Monday, Apr. 21, 1980
Man of Vision
He crusades against blindness
Sir John Wilson strides into his office outside London, his hands at waist level, his fingers spread like antennae. Easing into a chair, he turns to a visitor and launches into a discussion of his life's work. Through his Royal Commonwealth Society for the Blind and the International Agency for the Prevention of Blindness, Wilson in the past three decades has helped establish blindness centers in over 80 nations. These centers are designed primarily to help those of the world's 42 million blind whose sight can be restored --and to prevent the diseases that still cause most of the blindness in developing countries. Last year, while organizing the work of restoring sight to 141,000 people, he traveled 50,000 miles. That would be a grueling undertaking for anyone, but for Wilson, the difficulties were even greater. For he too is blind.
It was a school accident at the age of twelve, not disease, that cost Wilson his sight. Resolutely, he went on to take a degree in law and sociology at Oxford, then to aid the British war effort by placing the blind at work alongside sighted people in factories--"making shell cases and bits and pieces of transport vehicles and aircraft." After the war, at 26, Wilson was sent on a Commonwealth tour to make a survey of people blinded during the conflict. Everywhere he encountered the sightless. But it soon became evident that malnutrition and disease, not bullets and shrapnel, had cost most of them their vision. A few years later, traveling to Nakong in northern Ghana, Wilson and his new wife Jean discovered villagers so accustomed to blindness that they found it difficult to believe the rest of the world could see. Recalls Wilson: "A blind farmer taught me how to plant grain along a straight piece of bamboo. Jean accompanied the blind women with their water buckets as they felt their way along the hemp rope from the well."
As founder of the society and its director since 1950, and as president of the agency since its inception in 1975, Wilson has devoted most of his attention to four diseases that account for two-thirds of the blindness in the world:
> River blindness, also called onchocerciasis, is caused by infection from a worm carried by flies, and occurs particularly in West Africa, Guatemala and Mexico. The World Bank, in a project to eradicate the disease in seven African nations within 12 years, has pledged $150 mil lion to spray the flies' breeding waters.
> Trachoma, prevalent in the Middle East, has been linked to a variety of housefly that needs salinated water during its breeding cycle, and gets it from the human eye. Says Wilson: "It can dive-bomb the eye and be in and out before you can blink." The disease-causing microorganism is deposited during the attacks. Blindness can be prevented by applying antibiotics around the eye. The cost: only 50-c- per patient per year.
> Cataracts, the clouding of the eye's lens, have blinded millions of people in Asia and the Indian subcontinent. In these areas, surgery costing as little as $5 per patient can remove the occluded lens and restore some vision. Wilson reaches the cataract victims by setting up temporary eye camps in remote villages. There surgeons perform more than 100 operations per day on patients from the surrounding area. When a blind man's relatives lead him in, says Wilson, "they are usually bossing him around, bored with having to care for this useless invalid. After the operation, when the family leaves the camp, he is a man transformed, his status restored."
> Malnutrition blindness, or xerophthalmia, is the leading cause of blindness in children. Though incurable in the final stages, it can be prevented by 12-c- worth of vitamin A concentrate four times a year, or a daily handful of green vegetables. In the famine winter of 1972 in Bangladesh, 100,000 infants lost their sight. Says Wilson: "Of all the causes of blindness, this is the most obscene."
Wilson, whose efforts on behalf of the blind were recognized last year when he won the prestigious Albert Lasker Special Public Service Award, has a powerful ally for his crusade. The World Health Organization has launched a drive to eliminate preventable blindness by the year 2000. In the meantime, Wilson plans to continue, as the title of his autobiography puts it, Travelling Blind, to give others the gift of sight.
This file is automatically generated by a robot program, so viewer discretion is required.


Instructions for the task: Copy the records word for word. Pictures do not go in.

Task input:

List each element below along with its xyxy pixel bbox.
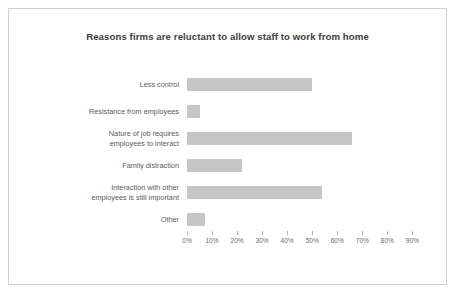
bar-rows: Less controlResistance from employeesNat… [9,71,446,233]
bar-row: Family distraction [9,152,446,179]
bar-category-label: Interaction with other employees is stil… [19,183,179,201]
tick-label: 40% [273,237,301,244]
tick-label: 50% [298,237,326,244]
plot-area: Less controlResistance from employeesNat… [9,9,446,284]
tick-label: 60% [323,237,351,244]
bar-row: Less control [9,71,446,98]
bar [187,159,242,172]
tick-mark [262,231,263,235]
tick-mark [412,231,413,235]
bar-category-label: Less control [19,80,179,89]
tick-label: 90% [398,237,426,244]
bar-row: Resistance from employees [9,98,446,125]
tick-mark [237,231,238,235]
bar-row: Nature of job requires employees to inte… [9,125,446,152]
bar-row: Interaction with other employees is stil… [9,179,446,206]
tick-label: 70% [348,237,376,244]
tick-label: 80% [373,237,401,244]
tick-mark [362,231,363,235]
tick-mark [387,231,388,235]
tick-label: 10% [198,237,226,244]
bar-track [187,206,205,233]
tick-label: 30% [248,237,276,244]
bar [187,186,322,199]
tick-label: 20% [223,237,251,244]
bar-track [187,179,322,206]
bar-category-label: Other [19,215,179,224]
bar-category-label: Resistance from employees [19,107,179,116]
tick-mark [337,231,338,235]
tick-label: 0% [173,237,201,244]
bar-row: Other [9,206,446,233]
bar-category-label: Family distraction [19,161,179,170]
bar [187,213,205,226]
bar-track [187,152,242,179]
tick-mark [287,231,288,235]
bar [187,78,312,91]
x-axis: 0%10%20%30%40%50%60%70%80%90% [9,231,446,261]
tick-mark [312,231,313,235]
tick-mark [187,231,188,235]
bar-track [187,71,312,98]
tick-mark [212,231,213,235]
bar-category-label: Nature of job requires employees to inte… [19,129,179,147]
chart-figure: Reasons firms are reluctant to allow sta… [8,8,447,285]
bar [187,132,352,145]
bar-track [187,98,200,125]
bar-track [187,125,352,152]
bar [187,105,200,118]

The answer:
List each element below along with its xyxy pixel bbox.
bar-rows: Less controlResistance from employeesNat… [9,71,446,233]
bar-row: Family distraction [9,152,446,179]
bar-category-label: Interaction with other employees is stil… [19,183,179,201]
tick-label: 40% [273,237,301,244]
tick-label: 50% [298,237,326,244]
plot-area: Less controlResistance from employeesNat… [9,9,446,284]
tick-label: 60% [323,237,351,244]
bar-row: Less control [9,71,446,98]
bar [187,159,242,172]
tick-mark [262,231,263,235]
tick-mark [412,231,413,235]
bar-category-label: Less control [19,80,179,89]
tick-label: 90% [398,237,426,244]
bar-row: Resistance from employees [9,98,446,125]
tick-mark [237,231,238,235]
bar-row: Nature of job requires employees to inte… [9,125,446,152]
bar-row: Interaction with other employees is stil… [9,179,446,206]
tick-label: 70% [348,237,376,244]
tick-label: 80% [373,237,401,244]
tick-mark [362,231,363,235]
tick-mark [387,231,388,235]
tick-label: 10% [198,237,226,244]
bar-track [187,206,205,233]
tick-label: 30% [248,237,276,244]
bar [187,186,322,199]
tick-label: 20% [223,237,251,244]
bar-track [187,179,322,206]
bar-category-label: Other [19,215,179,224]
bar-category-label: Resistance from employees [19,107,179,116]
tick-mark [337,231,338,235]
tick-label: 0% [173,237,201,244]
bar-row: Other [9,206,446,233]
bar-category-label: Family distraction [19,161,179,170]
bar [187,213,205,226]
bar-track [187,152,242,179]
tick-mark [287,231,288,235]
bar [187,78,312,91]
x-axis: 0%10%20%30%40%50%60%70%80%90% [9,231,446,261]
tick-mark [312,231,313,235]
tick-mark [187,231,188,235]
bar-track [187,71,312,98]
tick-mark [212,231,213,235]
bar-category-label: Nature of job requires employees to inte… [19,129,179,147]
chart-figure: Reasons firms are reluctant to allow sta… [8,8,447,285]
bar [187,132,352,145]
bar-track [187,98,200,125]
bar-track [187,125,352,152]
bar [187,105,200,118]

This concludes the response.